Ronda Rousey is making her return to fighting for the first time in almost 10 years, but she won’t be competing in the UFC.
Instead, the former women’s bantamweight champion partnered with Jake Paul’s Most Valuable Promotions and Netflix to book a fight against Gina Carano scheduled for May 16 at the Intuit Dome in Inglewood, Calif. After the fight was announced, Rousey revealed that she initially reached out to UFC CEO Dana White about facing Carano in the octagon but the two sides just couldn’t
come to an agreement.
At UFC Houston on Saturday, White reacted to the news that Rousey was returning for the Carano fight but she wasn’t competing in the UFC.
“Her and I have been talking about this since last year,” White said about Rousey at the post-fight press conference. “It just didn’t work out. But I’m happy for her.
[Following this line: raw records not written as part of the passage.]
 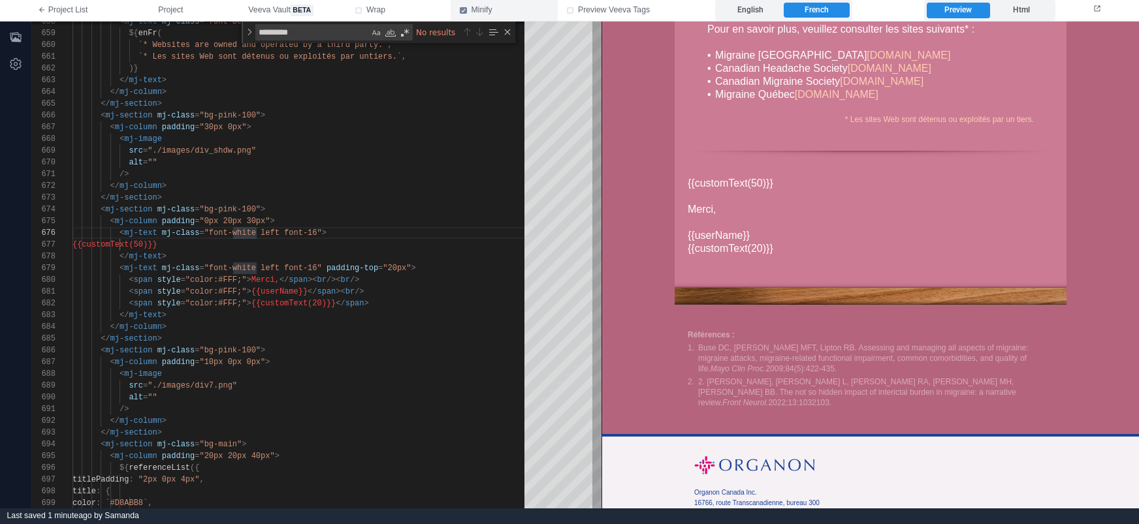 What do you see at coordinates (482, 10) in the screenshot?
I see `span: Minify` at bounding box center [482, 10].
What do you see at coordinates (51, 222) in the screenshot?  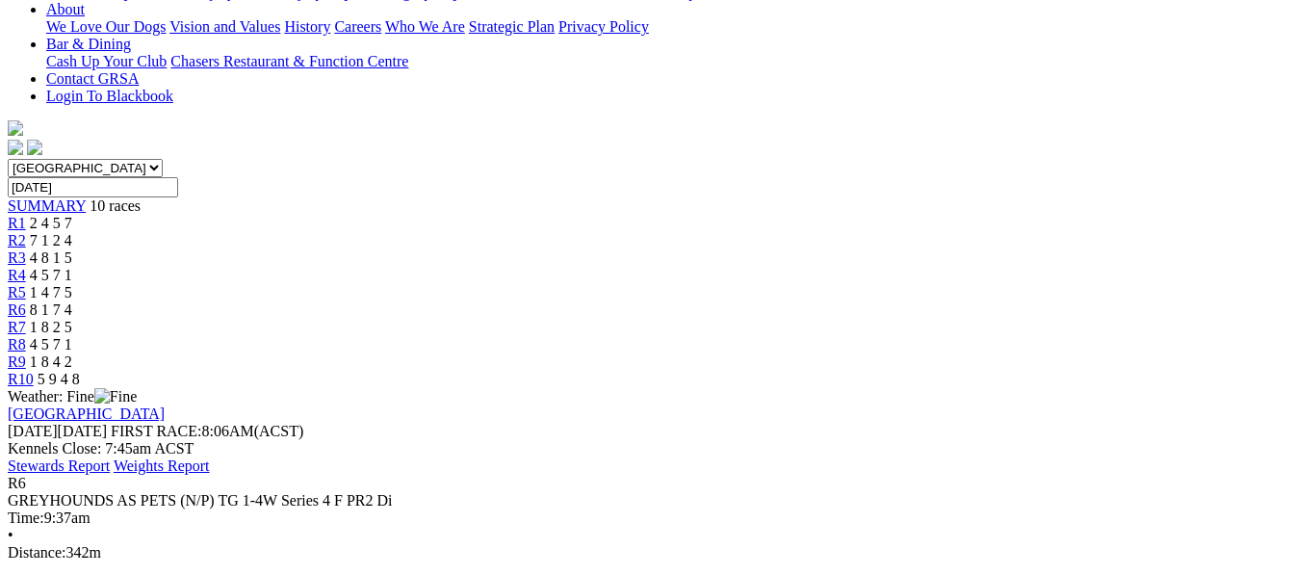 I see `span: 2 4 5 7` at bounding box center [51, 222].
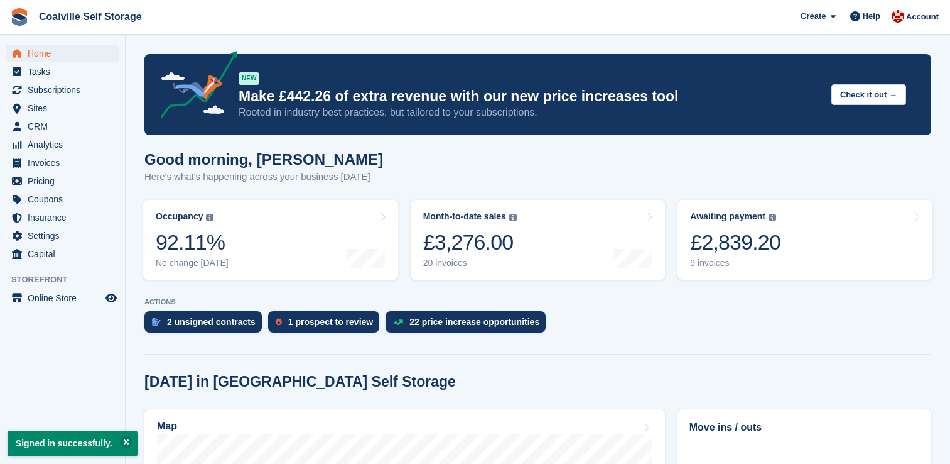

“Listen, me and Gina are in a really good place, we weren’t at one point. I’m happy for both of them.”
After initially stating that she didn’t strike a deal to return to the UFC, Rousey later claimed it really came down to the financial terms that she was being offered for the fight.
Talks dated back to 2025 before the UFC reached a deal to move from ESPN to Paramount, which included the elimination of the pay-per-view model for the company.
Rousey claimed she was poised to make more money than she ever had before under the agreement she reached with White but then the UFC wouldn’t change that to a guaranteed purse after pay-per-view went away at the start of 2026.
“It no longer made sense for me to go over there because they didn’t want to pay us the money we deserve,” Rousey said. “Because then from the rest of the time the deal, they’re going to have to pay everybody else more. So then I decided to look elsewhere.”
Elsewhere ended up with Paul’s Most Valuable Promotions, who are now leading the charge for the show as Netflix plans to air an MMA card for the first time in history.
Prior to this fight, Netflix actually pursued a broadcast deal with the UFC but the streaming service was only interested in the bigger, marquee pay-per-view cards and not the rest of the Fight Night lineup. In the end, the UFC inked a $7.7 billion deal over seven years to move to Paramount instead.